> Is this hypocritical? Most people would say yes, but in your framing it's not because we've backed up to the least specific articulation of an underlying principle. It's a species of the motte and bailey fallacy.

I'm happy to defend that one too, for the reasons you outline. It is completely normal behaviour from a company, everyone understands it [0] and most managers I've worked with would be happy to talk about it openly. It isn't hypocritical. It'd be hypocritical to pretend that there was some sort of long-term commitment in an employment relation, but that isn't implied in your example.

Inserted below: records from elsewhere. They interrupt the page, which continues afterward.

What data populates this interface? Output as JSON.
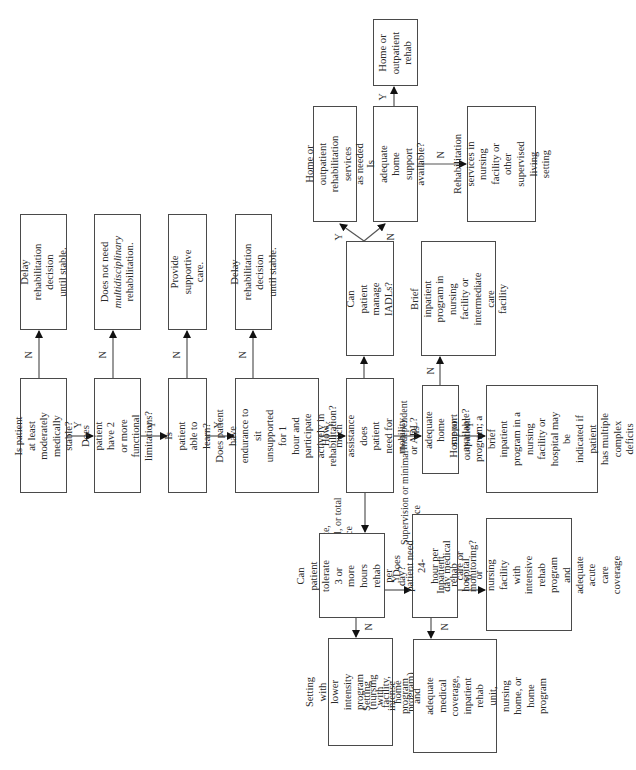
{
  "diagram": {
    "type": "flowchart",
    "orientation": "rotated-90-ccw",
    "nodes": {
      "q_stable": "Is patient at least\nmoderately medically\nstable?",
      "o_delay1": "Delay rehabilitation\ndecision until stable.",
      "q_limitations": "Does patient have 2\nor more functional\nlimitations?",
      "o_not_multi_pre": "Does not need",
      "o_not_multi_em": "multidisciplinary",
      "o_not_multi_post": "rehabilitation.",
      "q_learn": "Is patient able to\nlearn?",
      "o_supportive": "Provide supportive\ncare.",
      "q_endurance": "Does patient have\nendurance to sit\nunsupported for 1\nhour and participate\nactively in\nrehabilitation?",
      "o_delay2": "Delay rehabilitation\ndecision until stable.",
      "q_assistance": "How much assistance\ndoes patient need for\nmobility or ADL?",
      "q_iadls": "Can patient manage\nIADLs?",
      "o_home_services": "Home or outpatient\nrehabilitation services\nas needed",
      "q_home_support_1": "Is adequate home\nsupport available?",
      "o_home_rehab": "Home or\noutpatient\nrehab",
      "o_rehab_nursing": "Rehabilitation\nservices in nursing\nfacility or other\nsupervised living\nsetting",
      "o_brief_inpatient": "Brief inpatient\nprogram in nursing\nfacility or\nintermediate care\nfacility",
      "q_home_support_2": "Is adequate home\nsupport available?",
      "o_home_program": "Home or outpatient\nprogram; a brief\ninpatient program in a\nnursing facility or\nhospital may be\nindicated if patient\nhas multiple complex\ndeficits",
      "q_tolerate": "Can patient\ntolerate 3 or\nmore hours rehab\nper day?",
      "o_lower_intensity": "Setting with lower\nintensity program\n(nursing facility,\nhome program)",
      "q_24hour": "Does patient need 24-\nhour per day medical\ncare or monitoring?",
      "o_intense_program": "Setting with intense\nprogram and adequate\nmedical coverage,\ninpatient rehab unit,\nnursing home, or\nhome program",
      "o_inpatient_rehab": "Inpatient rehab\nhospital or nursing\nfacility with intensive\nrehab program and\nadequate acute care\ncoverage"
    },
    "branch_labels": {
      "yes": "Y",
      "no": "N",
      "independent": "Independent",
      "moderate": "Moderate,\nmaximal, or total\nassistance",
      "supervision": "Supervision or minimal\nassistance"
    }
  }
}
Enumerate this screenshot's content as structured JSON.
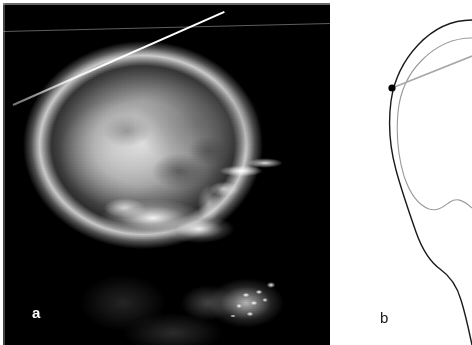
{
  "figure": {
    "type": "two-panel medical figure",
    "background_color": "#ffffff",
    "width": 472,
    "height": 345
  },
  "panel_a": {
    "label": "a",
    "label_color": "#ffffff",
    "modality": "lateral skull radiograph",
    "film_background_color": "#070707",
    "bone_highlight_color": "#ffffff",
    "marker_wire": {
      "name": "radiopaque-marker-wire",
      "color": "#ffffff",
      "x1": 10,
      "y1": 101,
      "x2": 221,
      "y2": 8
    },
    "scan_line": {
      "name": "film-artifact-line",
      "color": "#aaaaaa",
      "x1": 0,
      "y1": 28,
      "x2": 327,
      "y2": 20
    }
  },
  "panel_b": {
    "label": "b",
    "label_color": "#1a1a1a",
    "background_color": "#ffffff",
    "outer_contour": {
      "name": "skull-outer-contour",
      "color": "#1a1a1a",
      "stroke_width": 1.4
    },
    "inner_contour": {
      "name": "skull-inner-contour",
      "color": "#9a9a9a",
      "stroke_width": 1.1
    },
    "reference_line": {
      "name": "reference-baseline",
      "color": "#a8a8a8",
      "stroke_width": 1.8,
      "x1": 62,
      "y1": 88,
      "x2": 142,
      "y2": 56
    },
    "landmark_point": {
      "name": "landmark-marker-dot",
      "color": "#000000",
      "cx": 62,
      "cy": 88,
      "r": 3.6
    }
  }
}
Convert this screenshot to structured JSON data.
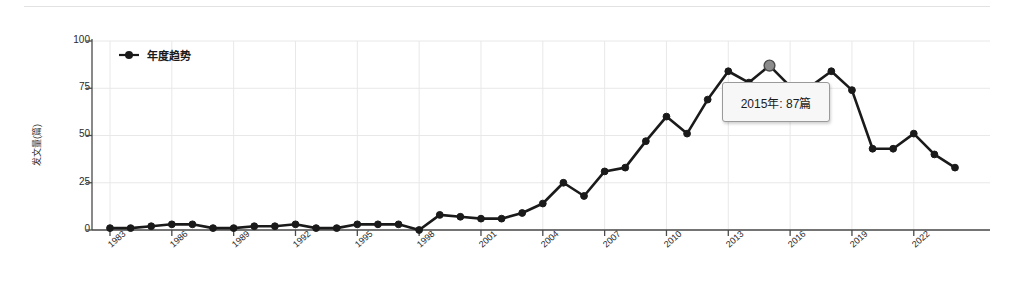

Changing your behaviour when the situation changes isn't hypocrisy. That is just being aware of the conditions around you. Hypocrisy is pretending your behaviour is principles based, then clearly not following the principles. To show hypocrisy, you have to do two things (1) show people claimed to be following a principles and (2) show that they are not following it. In your scenario, you haven't identified a principle that people are being inconsistent with.

I note you threw in a "don't be evil", so maybe you're thinking of Google. Google is hypocritical, because it claimed to be acting on principles ("don't be evil") and then didn't follow them when it became inconvenient. But if it'd just been honest up front that it was a normal business and would act responsibly to maximise profit it could have undertaken exactly the same actions and not been hypocritical. It was the professing of principle in advance that made the hypocrisy, not the action. Claiming to "not be evil" is unusual for companies, because while they are immoral they usually only lie when it is detectable that it is to their benefit and they're usually just cynical, not hypocritical.

[0] "should" understand it, I suppose. One born every minute.